The Ivies - Alexa Donne Page 0,70

her coffee, finishing with a wet smack. “Back off, Olivia. That’s my advice. But if you don’t want to…I’ve given you everything you need.” And with a pitying look and a small salute, she bids me farewell.

The words back off echo in my ear. Quit Meddling’s first email came before I ever contacted Kaila, so she can’t be the secret emailer. There’s no way. But she’s saying the exact same thing.

Stop digging.

“Did she leave?” Ethan looms over the table, a bag with my scone in hand.

“Yeah, let’s go.” I push back to leave, and immediately a hipster dude with a laptop appears to take the table. Vultures.

Ethan and I walk back to the train station in uneasy silence. I suspect he knows I sent him on an errand to give me time alone with Kaila. He doesn’t pry into what we discussed, but his jaw keeps flexing, gloved fingers ticking against his thighs. He wants to ask. My wheels are turning. Emma had secrets upon secrets, but they’re like wisps of smoke dancing away from my fingers as I try to grab hold.

We wait on an empty platform for the 11:15 train back, frigid wind cutting through the station and through our coats. There’s a shelter down the platform, but neither Ethan nor I make a break for it. I think we both need to feel the burn of the cold.

“What do you think?” Ethan asks finally. All that silence, and he opens with such a widely fielded question.

“I think if Kaila got the worst that Emma did and she didn’t want to kill her, then the revenge motive is thin. Unless Jason Wang was willing to kill over some abdominal distress.” I stare at a point across the platform, eyes trained on a tattered two-sheet ad for a concert that took place three months ago.

“My guess, it’s all about Beau,” Ethan says.

I unconsciously thumb Emma’s phone in my bag. “The candlelight memorial tonight—you’re going?”

“We have to, lest we look like heartless assholes.”

“Right, which means Beau will be there, even if he killed her,” I reason. “I have the phone, so I have his number. So we set a trap at the memorial. I’ll text him, and you scan the crowd to see who is on their phone.”

“Why would he answer a text if he knows she’s dead? He’ll know it’s a trap.”

I begin to pace, an improvement on leaning forward every twenty seconds to check if the train is coming. “We don’t need him to text back. Just look at his phone. React. It’ll give him the fright of his life, even if logically he knows she’s gone. We’ll get him.”

A two-toned wail signals the approaching train, cutting off any protest Ethan might make. We move to the end of the platform, ready to board. “Meet me there. It’ll work,” I say, trying hard to convince myself.

I’m crossing the quad with Ethan when Cataldo calls my name. We stop, Ethan asking with an apologetic look to leave me to it. I let him go with a wave and paste on a smile as I turn to find the detective jogging toward me. A laptop bag is slung over her shoulder and looks to be bumping painfully against her hip.

“Hey, how are you?”

“Uh, fine.”

“Are you going to Austen again? Can I walk you?”

I eye Austen, then the laptop bag. Emma’s laptop bag. I wasn’t heading to the admin building, but I nod. If there’s anywhere I can find out the depths of Emma’s secrets, it’s in her personal files. This might be my only chance with her laptop.

“Isn’t that breaking the chain of custody?” I indicate the bag.

“So you were listening?”

“Couldn’t help it.”

“Yes, but no. Claflin’s lawyer was happy to explain it to me this morning. I am merely dropping off the laptop into Claflin’s custody until tomorrow, when an FBI tech, who is assisting with the investigation—not taking over!—will help us crack the password.”

I try my luck. “I can take it in for you if you want.”

“I have to deliver it myself to a secure location.”

“Of course.”

“I’m glad I ran into you. I’m piecing together the timeline for the night Emma died, and I have some questions.”

I let her go on.

“What was Emma wearing at the party?”

“Blue dress, red sweater, black leggings, her black boots, and a navy-blue peacoat.”

Cataldo stops. We’re outside Austen again. Déjà vu. “So that’s why you felt she had returned to your dorm room, correct? Because of the sweater.”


> Directions for this task
Transcribe, with complete accuracy, all of the entries below except for the pictures.

[Saved data entries]
━━━━━━━━━━━━━━━━

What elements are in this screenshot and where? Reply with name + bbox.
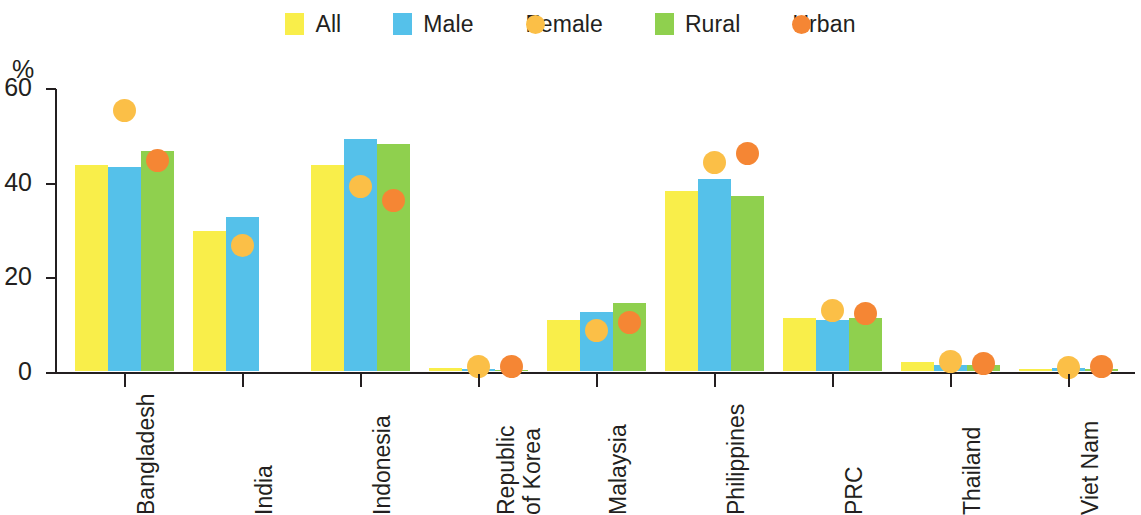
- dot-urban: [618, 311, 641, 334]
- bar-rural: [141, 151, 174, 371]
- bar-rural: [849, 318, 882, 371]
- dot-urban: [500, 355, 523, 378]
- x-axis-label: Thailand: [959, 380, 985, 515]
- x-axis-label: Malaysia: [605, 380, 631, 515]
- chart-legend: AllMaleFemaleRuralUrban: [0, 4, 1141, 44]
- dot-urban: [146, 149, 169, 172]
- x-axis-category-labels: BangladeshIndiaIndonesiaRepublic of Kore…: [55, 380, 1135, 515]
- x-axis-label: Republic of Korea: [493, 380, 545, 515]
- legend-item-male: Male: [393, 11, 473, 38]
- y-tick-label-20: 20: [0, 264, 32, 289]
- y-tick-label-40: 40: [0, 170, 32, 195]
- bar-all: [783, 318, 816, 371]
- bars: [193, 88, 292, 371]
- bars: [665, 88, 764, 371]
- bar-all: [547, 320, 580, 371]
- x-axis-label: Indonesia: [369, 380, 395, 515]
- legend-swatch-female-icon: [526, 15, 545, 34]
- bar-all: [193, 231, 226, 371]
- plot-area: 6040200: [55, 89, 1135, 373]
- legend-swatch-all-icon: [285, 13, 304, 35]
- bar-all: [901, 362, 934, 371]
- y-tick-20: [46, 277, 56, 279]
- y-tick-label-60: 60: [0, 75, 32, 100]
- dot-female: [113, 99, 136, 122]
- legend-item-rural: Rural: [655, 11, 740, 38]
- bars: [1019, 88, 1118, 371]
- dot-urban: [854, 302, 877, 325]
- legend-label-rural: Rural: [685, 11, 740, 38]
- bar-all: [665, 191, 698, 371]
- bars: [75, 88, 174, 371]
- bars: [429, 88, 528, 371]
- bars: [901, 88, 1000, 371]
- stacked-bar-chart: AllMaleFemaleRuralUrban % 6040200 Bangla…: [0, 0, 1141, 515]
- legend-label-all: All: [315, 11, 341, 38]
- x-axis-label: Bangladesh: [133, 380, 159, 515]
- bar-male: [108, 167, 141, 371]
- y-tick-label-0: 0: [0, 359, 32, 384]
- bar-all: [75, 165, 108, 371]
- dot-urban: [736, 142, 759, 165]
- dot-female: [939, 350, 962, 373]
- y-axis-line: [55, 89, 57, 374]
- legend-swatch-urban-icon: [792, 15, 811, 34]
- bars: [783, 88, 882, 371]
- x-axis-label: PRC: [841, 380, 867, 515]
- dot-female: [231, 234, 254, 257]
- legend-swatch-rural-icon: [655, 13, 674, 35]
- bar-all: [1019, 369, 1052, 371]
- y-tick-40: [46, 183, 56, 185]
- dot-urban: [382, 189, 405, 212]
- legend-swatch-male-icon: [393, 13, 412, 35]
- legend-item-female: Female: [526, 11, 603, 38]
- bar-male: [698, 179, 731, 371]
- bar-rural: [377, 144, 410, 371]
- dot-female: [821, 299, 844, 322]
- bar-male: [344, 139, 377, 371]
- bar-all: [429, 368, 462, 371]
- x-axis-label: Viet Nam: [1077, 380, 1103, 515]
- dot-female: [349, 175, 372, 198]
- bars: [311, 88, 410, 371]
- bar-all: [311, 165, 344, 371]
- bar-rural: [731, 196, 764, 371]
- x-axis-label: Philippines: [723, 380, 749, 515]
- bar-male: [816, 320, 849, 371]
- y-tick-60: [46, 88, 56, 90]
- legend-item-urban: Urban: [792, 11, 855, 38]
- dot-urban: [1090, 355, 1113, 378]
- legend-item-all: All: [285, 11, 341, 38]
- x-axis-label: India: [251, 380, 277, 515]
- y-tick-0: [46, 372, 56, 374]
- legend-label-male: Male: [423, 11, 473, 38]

━━━━━━━━━━━━━━━━

> Written reply
What elements are in this screenshot and where? Reply with name + bbox.
- dot-urban: [618, 311, 641, 334]
- bar-rural: [141, 151, 174, 371]
- bar-rural: [849, 318, 882, 371]
- dot-urban: [500, 355, 523, 378]
- x-axis-label: Thailand: [959, 380, 985, 515]
- x-axis-label: Malaysia: [605, 380, 631, 515]
- chart-legend: AllMaleFemaleRuralUrban: [0, 4, 1141, 44]
- dot-urban: [146, 149, 169, 172]
- x-axis-category-labels: BangladeshIndiaIndonesiaRepublic of Kore…: [55, 380, 1135, 515]
- x-axis-label: Republic of Korea: [493, 380, 545, 515]
- legend-item-male: Male: [393, 11, 473, 38]
- y-tick-label-20: 20: [0, 264, 32, 289]
- y-tick-label-40: 40: [0, 170, 32, 195]
- bar-all: [783, 318, 816, 371]
- bars: [193, 88, 292, 371]
- bars: [665, 88, 764, 371]
- bar-all: [547, 320, 580, 371]
- x-axis-label: Indonesia: [369, 380, 395, 515]
- legend-swatch-female-icon: [526, 15, 545, 34]
- bar-all: [193, 231, 226, 371]
- plot-area: 6040200: [55, 89, 1135, 373]
- legend-swatch-all-icon: [285, 13, 304, 35]
- bar-all: [901, 362, 934, 371]
- y-tick-20: [46, 277, 56, 279]
- y-tick-label-60: 60: [0, 75, 32, 100]
- dot-female: [113, 99, 136, 122]
- legend-item-rural: Rural: [655, 11, 740, 38]
- bars: [1019, 88, 1118, 371]
- dot-urban: [854, 302, 877, 325]
- legend-label-rural: Rural: [685, 11, 740, 38]
- bar-all: [665, 191, 698, 371]
- bars: [75, 88, 174, 371]
- bars: [429, 88, 528, 371]
- bars: [901, 88, 1000, 371]
- stacked-bar-chart: AllMaleFemaleRuralUrban % 6040200 Bangla…: [0, 0, 1141, 515]
- legend-label-all: All: [315, 11, 341, 38]
- x-axis-label: Bangladesh: [133, 380, 159, 515]
- bar-male: [108, 167, 141, 371]
- y-tick-label-0: 0: [0, 359, 32, 384]
- bar-all: [75, 165, 108, 371]
- dot-urban: [736, 142, 759, 165]
- dot-female: [939, 350, 962, 373]
- y-axis-line: [55, 89, 57, 374]
- legend-swatch-urban-icon: [792, 15, 811, 34]
- bars: [783, 88, 882, 371]
- x-axis-label: PRC: [841, 380, 867, 515]
- dot-female: [231, 234, 254, 257]
- legend-swatch-rural-icon: [655, 13, 674, 35]
- bar-all: [1019, 369, 1052, 371]
- y-tick-40: [46, 183, 56, 185]
- dot-urban: [382, 189, 405, 212]
- legend-swatch-male-icon: [393, 13, 412, 35]
- legend-item-female: Female: [526, 11, 603, 38]
- bar-male: [698, 179, 731, 371]
- bar-rural: [377, 144, 410, 371]
- dot-female: [821, 299, 844, 322]
- bar-male: [344, 139, 377, 371]
- bar-all: [429, 368, 462, 371]
- x-axis-label: Viet Nam: [1077, 380, 1103, 515]
- dot-female: [349, 175, 372, 198]
- bars: [311, 88, 410, 371]
- bar-all: [311, 165, 344, 371]
- bar-rural: [731, 196, 764, 371]
- x-axis-label: Philippines: [723, 380, 749, 515]
- bar-male: [816, 320, 849, 371]
- y-tick-60: [46, 88, 56, 90]
- legend-item-urban: Urban: [792, 11, 855, 38]
- dot-urban: [1090, 355, 1113, 378]
- legend-item-all: All: [285, 11, 341, 38]
- x-axis-label: India: [251, 380, 277, 515]
- y-tick-0: [46, 372, 56, 374]
- legend-label-male: Male: [423, 11, 473, 38]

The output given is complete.